As you can see in the above graph, people believe that notorious groups that kill civilians are amoral ("They were amoral, having no moral standards." or "They were seeking personal gain at the expense of others.") most of all and were willing to entertain the idea that they were hypermoral ("They were killing people who belong to a specific group to avenge a past injustice committed by other members of that group.") as that value was still close to the midpoint of the scale. Survival ("They were killing people because they themselves would be killed if they did not.") was a distant third motivation.

In contrast, when people considered when they would potentially resort to violence against civilians, survival (of both the individual and the family, which loaded on the same factor in a factor analysis) was the prime potential motivator. Unfortunately, for my hypothesis, moral reasons were deemed no more likely than non-moral reasons for individuals, but I still think there is something to be learned.
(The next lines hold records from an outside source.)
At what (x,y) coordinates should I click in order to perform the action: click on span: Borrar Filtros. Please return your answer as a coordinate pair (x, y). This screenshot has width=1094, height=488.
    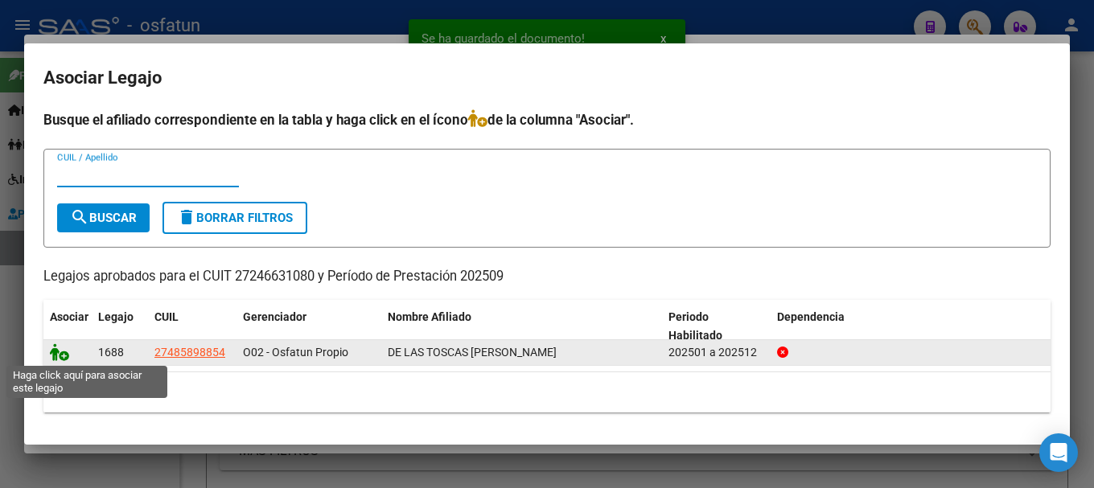
    Looking at the image, I should click on (235, 218).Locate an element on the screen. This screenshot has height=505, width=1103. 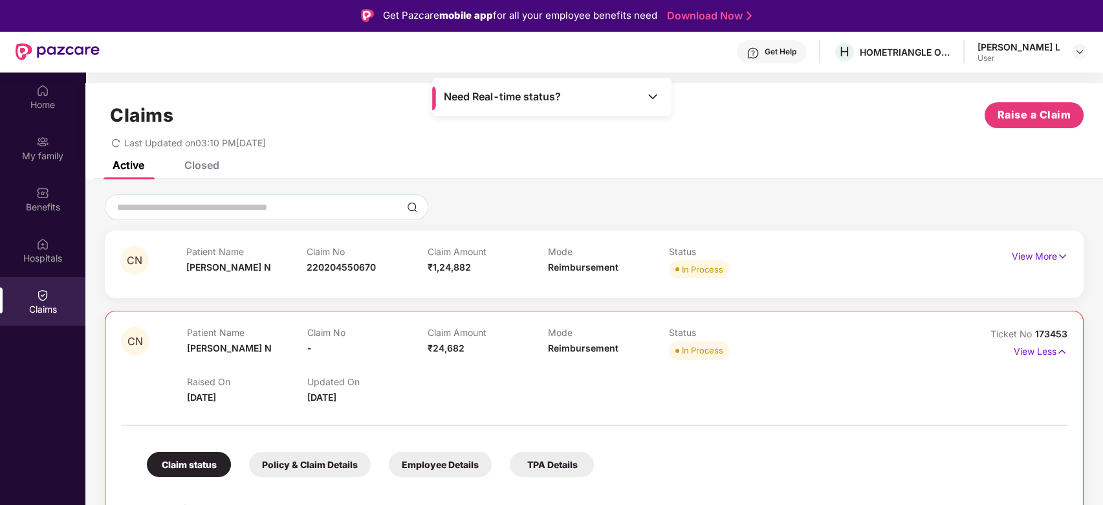
span: ₹1,24,882 is located at coordinates (449, 267).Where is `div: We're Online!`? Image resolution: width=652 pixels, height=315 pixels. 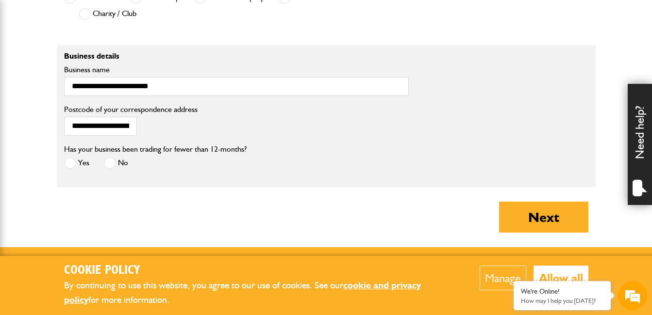
div: We're Online! is located at coordinates (562, 292).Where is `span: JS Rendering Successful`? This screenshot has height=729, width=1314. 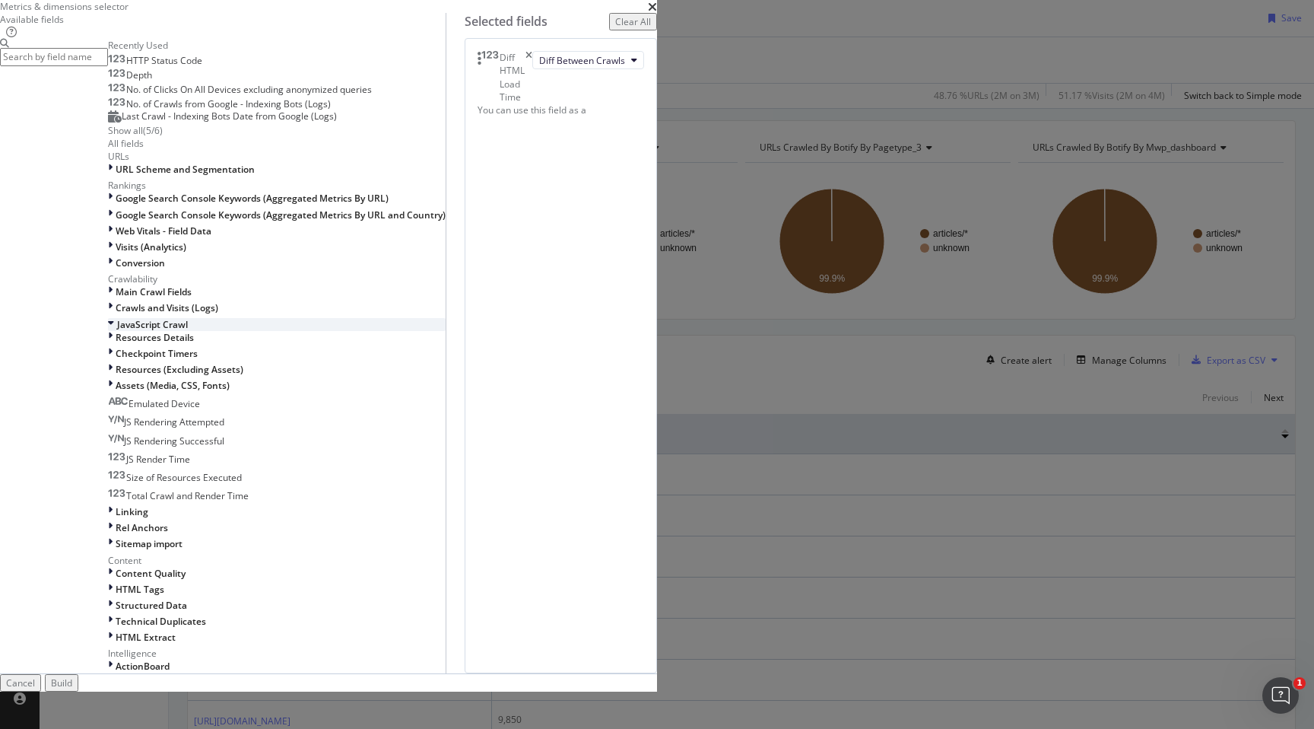
span: JS Rendering Successful is located at coordinates (174, 440).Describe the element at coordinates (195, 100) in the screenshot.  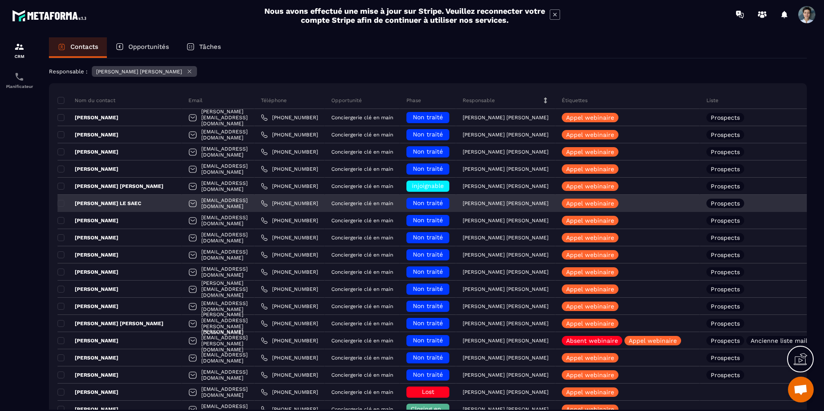
I see `p: Email` at that location.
Clearly, these scenarios are not directly comparable as the average respondent is likely actually different than the average Nazi or member of the Khmer Rouge. It's not just a matter of perception. But if we believe in the vast amount of research on the fundamental attribution error, which shows that we underestimate situational pressure when others do bad things, there likely is some amount of attribution error occurring in this instance. It seems likely that many individuals within these notorious groups actually did feel some survival motivation that spurred their actions. For example, Hitler was quite poor, though clearly his actions went way beyond mere survival.

In the health care reform debate, it seems that a precursor to the ugliness is indeed couching the debate in terms of a life or death struggle for survival, justifying questionable behavior.  Is America hanging by a thread? Then I suppose it's worth taking extreme measures to save it. Are people dying every day that reform isn't enacted? Then I suppose a few harassing calls to a congressman's home are a small price to pay.
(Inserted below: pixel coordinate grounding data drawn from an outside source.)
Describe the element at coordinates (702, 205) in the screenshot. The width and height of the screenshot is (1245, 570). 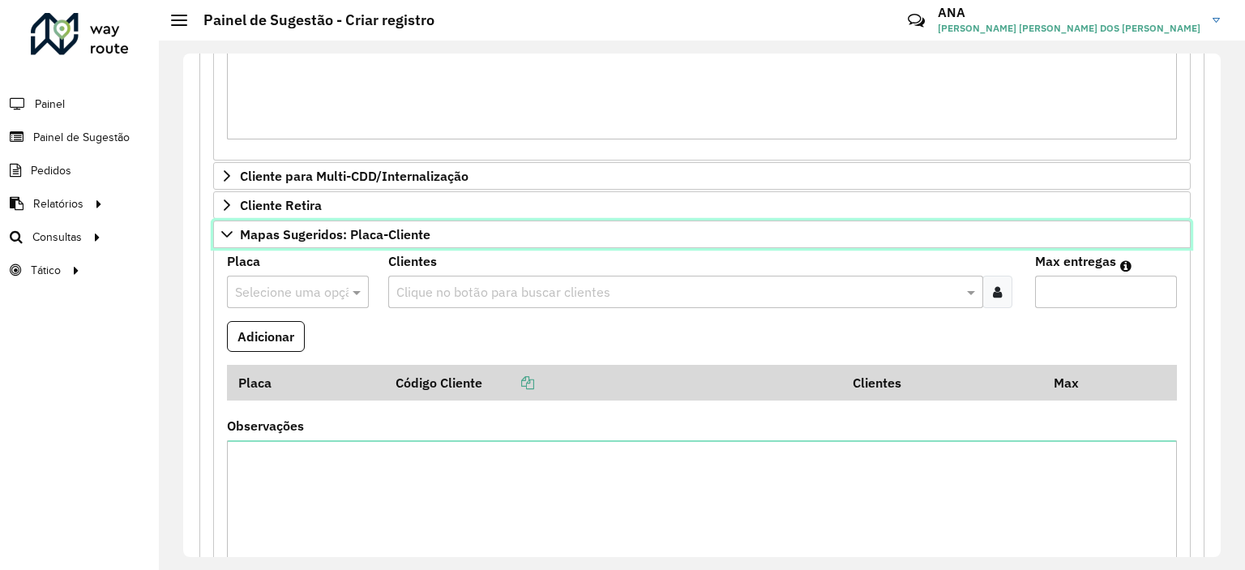
I see `a: Cliente Retira` at that location. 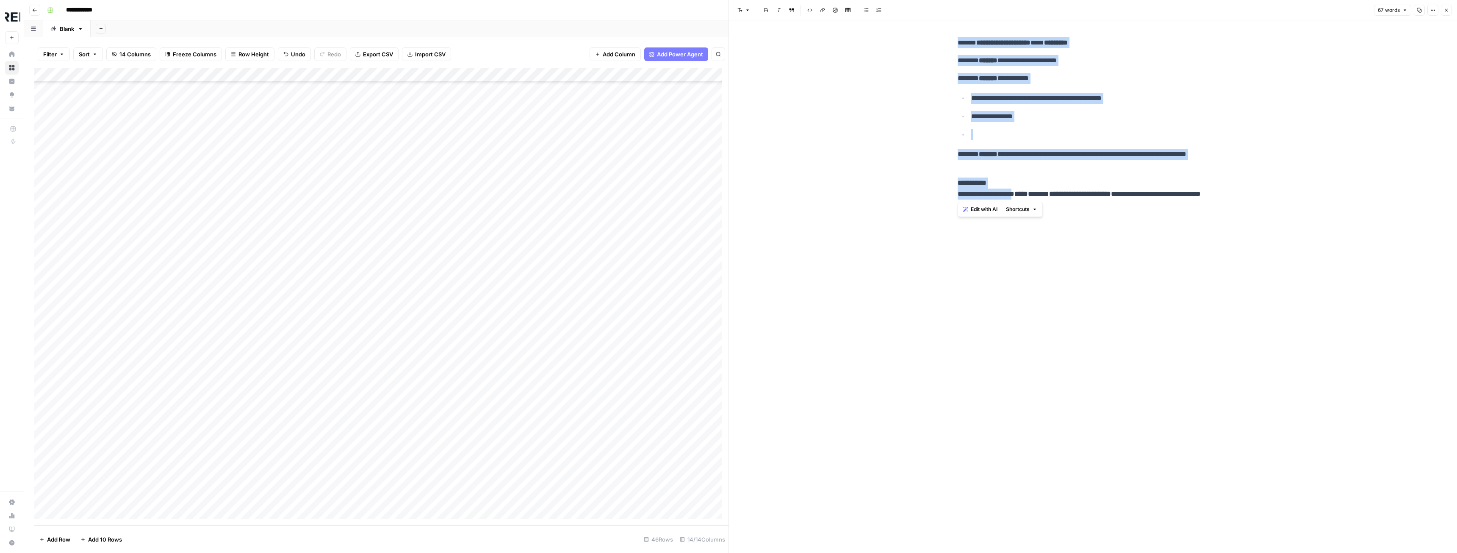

Politics in America can often be a zero-sum game and it is inevitable that passions will be inflamed on both sides. Liberals may have 'won' this vote, but we all lose when the debate gets too ugly and liberals are just as guilty of exaggeration when things don't go their way. Indeed, I just received an email asking for help to "stop big corporations from taking over our democracy", a reference to a recent Supreme Court decision which conservatives "won". Such rhetorical devices may be useful, but we should all guard against where such exaggeration inevitably leads....ugliness.